Leveraging reproductive output data, fecal DNA metabarcoding, bomb calorimetry, and GPS tracking, this project will assess the relationship between prey quality, bioenergetics, and population level productivity using common terns (Sterna hirundo) in the Gulf of Maine as the study system. Over the last decade, the Gulf of Maine has exhibited rapid warming leading to declines in lipid-rich forage fish populations coinciding with shifts in common tern diet and population fluctuations.
The specific objectives of this study are to 1) assess the correlative relationship between annual prey quality and population level productivity, and 2) use identified relationships to predict potential consequences of future change in prey quality to predator population persistence.

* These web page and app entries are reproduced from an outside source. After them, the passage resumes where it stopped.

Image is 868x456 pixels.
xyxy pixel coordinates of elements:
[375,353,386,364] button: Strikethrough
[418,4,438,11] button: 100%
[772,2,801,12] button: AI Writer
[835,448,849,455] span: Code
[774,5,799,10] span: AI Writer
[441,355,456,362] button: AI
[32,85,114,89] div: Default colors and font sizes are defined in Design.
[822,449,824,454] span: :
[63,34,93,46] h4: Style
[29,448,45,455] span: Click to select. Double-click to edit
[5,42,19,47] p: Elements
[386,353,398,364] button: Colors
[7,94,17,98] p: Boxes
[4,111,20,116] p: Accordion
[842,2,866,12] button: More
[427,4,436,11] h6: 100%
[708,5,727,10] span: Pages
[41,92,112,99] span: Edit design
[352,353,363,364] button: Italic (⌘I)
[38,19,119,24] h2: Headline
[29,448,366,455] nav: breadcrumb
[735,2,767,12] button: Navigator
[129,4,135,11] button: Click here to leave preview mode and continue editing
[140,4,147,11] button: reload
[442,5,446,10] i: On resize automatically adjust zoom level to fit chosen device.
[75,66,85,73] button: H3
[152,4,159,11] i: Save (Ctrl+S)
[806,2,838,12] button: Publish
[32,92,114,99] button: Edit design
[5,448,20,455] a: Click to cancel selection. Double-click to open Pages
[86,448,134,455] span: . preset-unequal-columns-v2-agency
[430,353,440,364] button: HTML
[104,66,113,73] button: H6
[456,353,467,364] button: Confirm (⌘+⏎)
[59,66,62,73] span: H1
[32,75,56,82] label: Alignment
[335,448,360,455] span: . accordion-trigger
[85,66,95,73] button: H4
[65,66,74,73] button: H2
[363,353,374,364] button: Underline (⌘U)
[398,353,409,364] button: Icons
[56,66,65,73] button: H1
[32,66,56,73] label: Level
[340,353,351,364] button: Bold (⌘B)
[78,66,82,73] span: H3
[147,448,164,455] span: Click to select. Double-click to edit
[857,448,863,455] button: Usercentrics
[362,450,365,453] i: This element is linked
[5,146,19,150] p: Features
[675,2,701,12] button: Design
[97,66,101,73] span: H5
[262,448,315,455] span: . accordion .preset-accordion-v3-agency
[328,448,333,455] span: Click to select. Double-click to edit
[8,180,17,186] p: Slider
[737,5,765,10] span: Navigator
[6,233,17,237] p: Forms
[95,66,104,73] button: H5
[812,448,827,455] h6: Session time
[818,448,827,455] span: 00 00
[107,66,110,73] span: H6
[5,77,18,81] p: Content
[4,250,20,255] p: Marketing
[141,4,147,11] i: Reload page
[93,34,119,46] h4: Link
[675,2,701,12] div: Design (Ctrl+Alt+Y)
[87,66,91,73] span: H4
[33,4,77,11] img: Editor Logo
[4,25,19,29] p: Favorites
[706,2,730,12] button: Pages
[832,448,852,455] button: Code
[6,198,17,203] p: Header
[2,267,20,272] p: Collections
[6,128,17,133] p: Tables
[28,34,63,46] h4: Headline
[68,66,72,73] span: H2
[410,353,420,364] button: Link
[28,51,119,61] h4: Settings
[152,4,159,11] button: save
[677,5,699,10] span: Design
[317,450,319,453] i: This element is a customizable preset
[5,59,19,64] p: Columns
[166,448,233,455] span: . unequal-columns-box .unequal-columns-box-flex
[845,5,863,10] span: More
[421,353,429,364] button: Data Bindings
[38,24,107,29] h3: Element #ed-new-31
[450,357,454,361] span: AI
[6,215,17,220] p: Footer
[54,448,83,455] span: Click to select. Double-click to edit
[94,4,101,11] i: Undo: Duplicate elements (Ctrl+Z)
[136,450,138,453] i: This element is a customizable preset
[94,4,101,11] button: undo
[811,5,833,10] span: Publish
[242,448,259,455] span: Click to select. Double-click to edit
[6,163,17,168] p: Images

As climate change drives ocean warming, continuous shifts in prey composition and abundances will have harmful effects on predators that cannot alter their movements on similar timescales as their prey.
Understanding the underlying mechanisms by which shifts in prey fields impact marine predators is critical for anticipating future changes to ecosystem structures under climate change scenarios.
This project is jointly funded by the Ocean Sciences Postdoctoral Research Fellowships Program, and the Established Program to Stimulate Competitive Research (EPSCoR).
This award reflects NSF's statutory mission and has been deemed worthy of support through evaluation using the Foundation's intellectual merit and broader impacts review criteria.